Strategic coordination models refer to high-level frameworks or systems that define how distributed parts of an organization or network align, coordinate, and make decisions to achieve shared objectives. These models address:
Governance structure – how decisions are made (e.g., hierarchical, holonic, consensus-based) Role and responsibility mapping – who does what, where, and how in relation to others Information and feedback flows – how data, insights, and signals move across the system Resource coordination – how resources (time, money, people, assets) are allocated across units Adaptation mechanisms – how the system updates itself in response to change or feedback In the Holonic context, strategic coordination models would describe how nested holons interact, delegate authority, resolve decisions, and maintain coherence without centralization. They provide the scaffold for operational systems to be implemented effectively and adaptively.

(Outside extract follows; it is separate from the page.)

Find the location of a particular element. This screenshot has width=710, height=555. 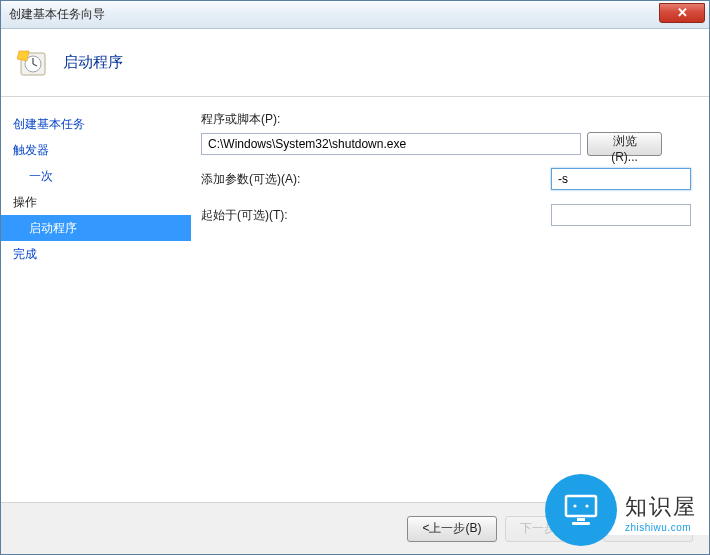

In this context, multiscale refers to governance processes that operate simultaneously across multiple levels of organization—such as individuals, teams, departments, organizations, networks, or entire ecosystems.
Applied to your Holonic Coordination Dashboard, multiscale governance means:
Proposals and decisions can be scoped and resolved at different levels (e.g., within a single holon, across roles, or spanning a network-of-networks). Each scale is semi-autonomous but interconnected—supporting local decision-making while remaining aligned with broader systemic goals. It reflects holarchic structure, where smaller scales are embedded in larger ones (like cells → organs → body → community).
So “enabling multiscale governance processes” conveys:
Governance that adapts to scope, role, and context—whether at the micro or macro level—while maintaining systemic coherence.
Let me know if you want to define this in a tooltip, onboarding slide, or glossary.